The combination of high mechanical resistance, high toughness, manufacturing ease, good resistance to degradation by corrosion, and low cost makes some metallic materials the preferred biomaterials in the manufacture of orthopedic implants subjected to severe mechanical stresses within the human body.
Nowadays, pure titanium and its alloys are some of the most used metallic biomaterials in temporary or permanent orthopedic applications [2–5]. The temporary implants perform their function of fixing the fractures by a predetermined period, until the member is completely recovered so that the implant can be removed. The fixing plates, screws, wires, and intramedullary pins to repair broken bones are examples of temporary implants. The permanent implants replace body parts and need to play their role for the rest of the patient's life, such as the hip, knee, shoulder, elbow, or wrist prosthetics.

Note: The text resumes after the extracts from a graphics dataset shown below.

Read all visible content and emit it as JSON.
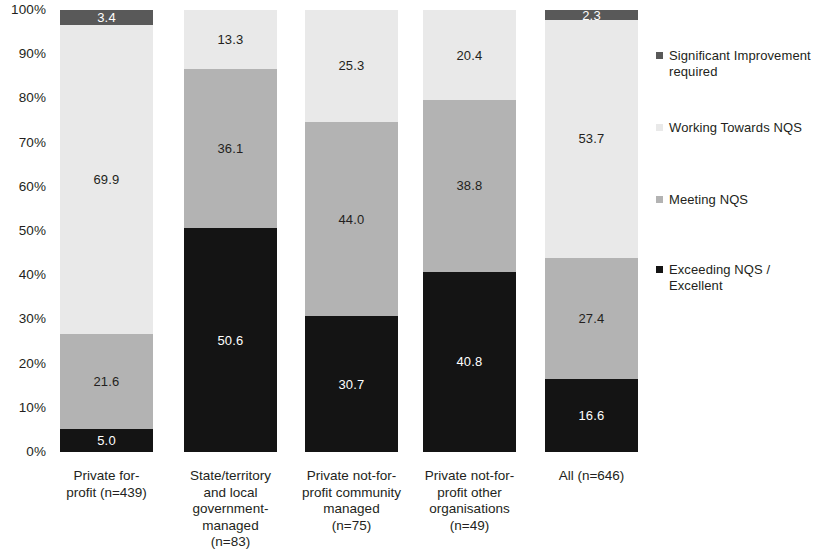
{
  "chart_data": {
    "type": "bar",
    "subtype": "stacked-100-percent-vertical",
    "title": "",
    "subtitle": "",
    "xlabel": "",
    "ylabel": "",
    "ylim": [
      0,
      100
    ],
    "grid": false,
    "legend_position": "right",
    "y_ticks": [
      "0%",
      "10%",
      "20%",
      "30%",
      "40%",
      "50%",
      "60%",
      "70%",
      "80%",
      "90%",
      "100%"
    ],
    "y_tick_values": [
      0,
      10,
      20,
      30,
      40,
      50,
      60,
      70,
      80,
      90,
      100
    ],
    "categories": [
      "Private for-profit (n=439)",
      "State/territory and local government-managed (n=83)",
      "Private not-for-profit community managed (n=75)",
      "Private not-for-profit other organisations (n=49)",
      "All (n=646)"
    ],
    "category_lines": [
      [
        "Private for-",
        "profit (n=439)"
      ],
      [
        "State/territory",
        "and local",
        "government-",
        "managed",
        "(n=83)"
      ],
      [
        "Private not-for-",
        "profit community",
        "managed",
        "(n=75)"
      ],
      [
        "Private not-for-",
        "profit other",
        "organisations",
        "(n=49)"
      ],
      [
        "All (n=646)"
      ]
    ],
    "series": [
      {
        "name": "Exceeding NQS / Excellent",
        "color": "#141414",
        "label_color": "#ffffff",
        "values": [
          5.0,
          50.6,
          30.7,
          40.8,
          16.6
        ],
        "labels": [
          "5.0",
          "50.6",
          "30.7",
          "40.8",
          "16.6"
        ]
      },
      {
        "name": "Meeting NQS",
        "color": "#b3b3b3",
        "label_color": "#231f20",
        "values": [
          21.6,
          36.1,
          44.0,
          38.8,
          27.4
        ],
        "labels": [
          "21.6",
          "36.1",
          "44.0",
          "38.8",
          "27.4"
        ]
      },
      {
        "name": "Working Towards NQS",
        "color": "#e9e9e9",
        "label_color": "#231f20",
        "values": [
          69.9,
          13.3,
          25.3,
          20.4,
          53.7
        ],
        "labels": [
          "69.9",
          "13.3",
          "25.3",
          "20.4",
          "53.7"
        ]
      },
      {
        "name": "Significant Improvement required",
        "color": "#595959",
        "label_color": "#ffffff",
        "values": [
          3.4,
          0,
          0,
          0,
          2.3
        ],
        "labels": [
          "3.4",
          "",
          "",
          "",
          "2.3"
        ]
      }
    ]
  },
  "legend": {
    "items": [
      {
        "label_line1": "Significant Improvement",
        "label_line2": "required",
        "color": "#595959",
        "swatch_name": "legend-swatch-significant-improvement"
      },
      {
        "label_line1": "Working Towards NQS",
        "label_line2": "",
        "color": "#e9e9e9",
        "swatch_name": "legend-swatch-working-towards"
      },
      {
        "label_line1": "Meeting NQS",
        "label_line2": "",
        "color": "#b3b3b3",
        "swatch_name": "legend-swatch-meeting"
      },
      {
        "label_line1": "Exceeding NQS /",
        "label_line2": "Excellent",
        "color": "#141414",
        "swatch_name": "legend-swatch-exceeding"
      }
    ]
  }
}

These implants, as well as other structural components, may fail due to mechanic fracture, wear, or corrosion. The combination of the electrochemical process of corrosion and cyclical mechanical stress can speed up the release of particles and metal ions, leading to premature failure of the implant [1, 6]. As an example, the articulated implants that are exposed to high loads and severe wear due to the patient's movement can be mentioned. Moreover, the degradation of metallic implants inside the human body may not only impair the integrity of the material, but also generate biocompatibility problems such as infection or allergic reactions, leading to premature removal of the implant [7, 8]. The derived detritus are harmful to the tissues that are in contact with the implant and can be taken into the bloodstream, settling in organs and impairing their functions. Thus, the metallic biomaterials must have properties such as resistance to fatigue and wear, toughness to fracture, and mainly high corrosion resistance.
Titanium is particularly suitable for works in corrosive environments and for applications in which low density is essential. It has a high relation strength/weight, nonmagnetic properties, and high corrosion resistance due to the formation of a compact protective film on the metal surface, the titanium oxide (TiO2). Due to its highly reactive nature in the presence of oxygen, the casting must be conducted in vacuum furnaces [1, 9].

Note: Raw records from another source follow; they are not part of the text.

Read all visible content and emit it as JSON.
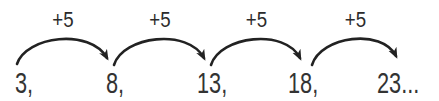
{
  "sequence": {
    "terms": [
      {
        "text": "3,",
        "value": 3
      },
      {
        "text": "8,",
        "value": 8
      },
      {
        "text": "13,",
        "value": 13
      },
      {
        "text": "18,",
        "value": 18
      },
      {
        "text": "23...",
        "value": 23
      }
    ],
    "operations": [
      {
        "label": "+5"
      },
      {
        "label": "+5"
      },
      {
        "label": "+5"
      },
      {
        "label": "+5"
      }
    ],
    "common_difference": 5
  },
  "icons": {
    "arrow": "curved-arrow-right-icon"
  },
  "colors": {
    "ink": "#222222",
    "text": "#333333",
    "background": "#ffffff"
  }
}
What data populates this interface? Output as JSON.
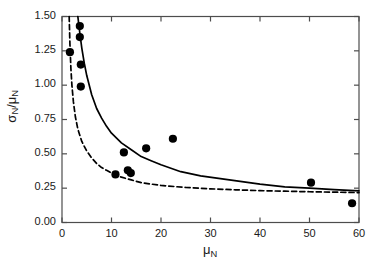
{
  "chart_data": {
    "type": "scatter",
    "title": "",
    "xlabel": "μ_N",
    "ylabel": "σ_N/μ_N",
    "xlabel_main": "μ",
    "xlabel_sub": "N",
    "ylabel_num": "σ",
    "ylabel_num_sub": "N",
    "ylabel_den": "μ",
    "ylabel_den_sub": "N",
    "xlim": [
      0,
      60
    ],
    "ylim": [
      0,
      1.5
    ],
    "grid": false,
    "legend": "none",
    "xticks": [
      0,
      10,
      20,
      30,
      40,
      50,
      60
    ],
    "xtick_labels": [
      "0",
      "10",
      "20",
      "30",
      "40",
      "50",
      "60"
    ],
    "yticks": [
      0.0,
      0.25,
      0.5,
      0.75,
      1.0,
      1.25,
      1.5
    ],
    "ytick_labels": [
      "0.00",
      "0.25",
      "0.50",
      "0.75",
      "1.00",
      "1.25",
      "1.50"
    ],
    "series": [
      {
        "name": "data",
        "type": "scatter",
        "marker": "filled-circle",
        "color": "#000000",
        "points": [
          {
            "x": 3.6,
            "y": 1.43
          },
          {
            "x": 3.6,
            "y": 1.35
          },
          {
            "x": 1.6,
            "y": 1.24
          },
          {
            "x": 3.8,
            "y": 1.15
          },
          {
            "x": 3.8,
            "y": 0.99
          },
          {
            "x": 10.8,
            "y": 0.35
          },
          {
            "x": 12.5,
            "y": 0.51
          },
          {
            "x": 13.3,
            "y": 0.38
          },
          {
            "x": 13.9,
            "y": 0.36
          },
          {
            "x": 17.0,
            "y": 0.54
          },
          {
            "x": 22.4,
            "y": 0.61
          },
          {
            "x": 50.3,
            "y": 0.29
          },
          {
            "x": 58.6,
            "y": 0.14
          }
        ]
      },
      {
        "name": "solid-curve",
        "type": "line",
        "style": "solid",
        "color": "#000000",
        "points": [
          {
            "x": 3.2,
            "y": 1.5
          },
          {
            "x": 3.6,
            "y": 1.38
          },
          {
            "x": 4.0,
            "y": 1.27
          },
          {
            "x": 4.5,
            "y": 1.16
          },
          {
            "x": 5.0,
            "y": 1.07
          },
          {
            "x": 6.0,
            "y": 0.93
          },
          {
            "x": 7.0,
            "y": 0.83
          },
          {
            "x": 8.0,
            "y": 0.76
          },
          {
            "x": 9.0,
            "y": 0.7
          },
          {
            "x": 10.0,
            "y": 0.65
          },
          {
            "x": 12.0,
            "y": 0.58
          },
          {
            "x": 14.0,
            "y": 0.53
          },
          {
            "x": 16.0,
            "y": 0.48
          },
          {
            "x": 18.0,
            "y": 0.45
          },
          {
            "x": 20.0,
            "y": 0.42
          },
          {
            "x": 24.0,
            "y": 0.37
          },
          {
            "x": 28.0,
            "y": 0.34
          },
          {
            "x": 32.0,
            "y": 0.32
          },
          {
            "x": 36.0,
            "y": 0.3
          },
          {
            "x": 40.0,
            "y": 0.28
          },
          {
            "x": 45.0,
            "y": 0.26
          },
          {
            "x": 50.0,
            "y": 0.25
          },
          {
            "x": 55.0,
            "y": 0.24
          },
          {
            "x": 60.0,
            "y": 0.23
          }
        ]
      },
      {
        "name": "dashed-curve",
        "type": "line",
        "style": "dashed",
        "color": "#000000",
        "points": [
          {
            "x": 1.45,
            "y": 1.5
          },
          {
            "x": 1.6,
            "y": 1.3
          },
          {
            "x": 1.8,
            "y": 1.12
          },
          {
            "x": 2.0,
            "y": 1.0
          },
          {
            "x": 2.3,
            "y": 0.88
          },
          {
            "x": 2.7,
            "y": 0.77
          },
          {
            "x": 3.2,
            "y": 0.68
          },
          {
            "x": 4.0,
            "y": 0.59
          },
          {
            "x": 5.0,
            "y": 0.52
          },
          {
            "x": 6.0,
            "y": 0.47
          },
          {
            "x": 7.0,
            "y": 0.43
          },
          {
            "x": 8.0,
            "y": 0.4
          },
          {
            "x": 9.0,
            "y": 0.38
          },
          {
            "x": 10.0,
            "y": 0.36
          },
          {
            "x": 12.0,
            "y": 0.33
          },
          {
            "x": 14.0,
            "y": 0.31
          },
          {
            "x": 16.0,
            "y": 0.29
          },
          {
            "x": 18.0,
            "y": 0.28
          },
          {
            "x": 20.0,
            "y": 0.27
          },
          {
            "x": 25.0,
            "y": 0.255
          },
          {
            "x": 30.0,
            "y": 0.245
          },
          {
            "x": 35.0,
            "y": 0.238
          },
          {
            "x": 40.0,
            "y": 0.232
          },
          {
            "x": 45.0,
            "y": 0.228
          },
          {
            "x": 50.0,
            "y": 0.224
          },
          {
            "x": 55.0,
            "y": 0.221
          },
          {
            "x": 60.0,
            "y": 0.218
          }
        ]
      }
    ]
  },
  "axes": {
    "frame_color": "#4d4d4d",
    "tick_color": "#4d4d4d",
    "text_color": "#1a1a1a"
  }
}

Two types of crystalline formation can occur in titanium. The first one is called alpha and has a hexagonal close-packed (hcp) crystalline structure, while the second is termed beta with a body-centered cubic (bcc) crystalline structure. In pure titanium the alpha phase is stable at room temperature. The alloying elements are added to pure titanium and tend to modify the temperature at which the phase transformation occurs and the amount of each phase present. The alloying additions to titanium tend to stabilize the alpha or beta phase. The alpha phase is stabilized at higher temperatures, by elements called alpha stabilizers, as aluminum, tin, and zirconium, while the beta phase is stabilized by beta stabilizers at lower temperatures, as vanadium, molybdenum, niobium, chromium, iron, and manganese. There are three structural types of titanium alloys: alpha alloys (α), alpha-beta alloys (α + β), and beta alloys (β) [10–14].
Among the titanium alloys, the most employed in the manufacture of surgical implants is Ti6Al4V. The standard that describes the requirements for this alloy is ASTM F136 [15]. The structure of this alloy is α + β type, in which the α phase stabilizing element is aluminum and the one in phase β is vanadium [16]. In the same way as other materials, this titanium alloy can be wrought, quenched, or annealed and can be machined by conventional means [17].
The marketed products for medical use must be strictly tested as far as their chemical composition and mechanical and structural features are concerned to ensure that they are in accordance with the standards established for implants such as ASTM F136 [15], ASTM F1798 [18], and ASTM F1800 [19] among others. The manufacture of metallic implant can include a series of procedures that depend on some factors such as shape and size of the final product, metal features, and manufacturing cost, among others. The methods employed are casting, machining, forging, and powder metallurgy. Usually, after the melting and mechanical forming of the material, an annealing thermal treatment is performed in order to relieve residual stresses, to make the material more ductile and tough, and to produce a specific microstructure [20].
Following the manufacturing step, the implant may be subjected to surface modification procedures and finishing as ionic implantation, nitriding, porous or microporous coating application, polishing, chemical cleaning, and passivation. The surface features of the implants are essential in their biological performance.
Additive manufacturing (AM) or rapid prototyping (RP) is a fabrication technique by the additive method, which is based on successive addition of flat layers of material. This technology allows the production of physical components (prototypes, models, molds, etc.) with information obtained directly from a three-dimensional geometric model CAD (Computer Aided Design) system. The process starts with the 3D computer model of the part, obtained by a CAD system, electronically sliced. From this slicing, 2D contour lines are obtained which will define, in each layer, where material is going to be added. These layers are sequentially processed, generating the physical part through stacking and adhesion of them, beginning at the bottom and going up to the top part [21, 22].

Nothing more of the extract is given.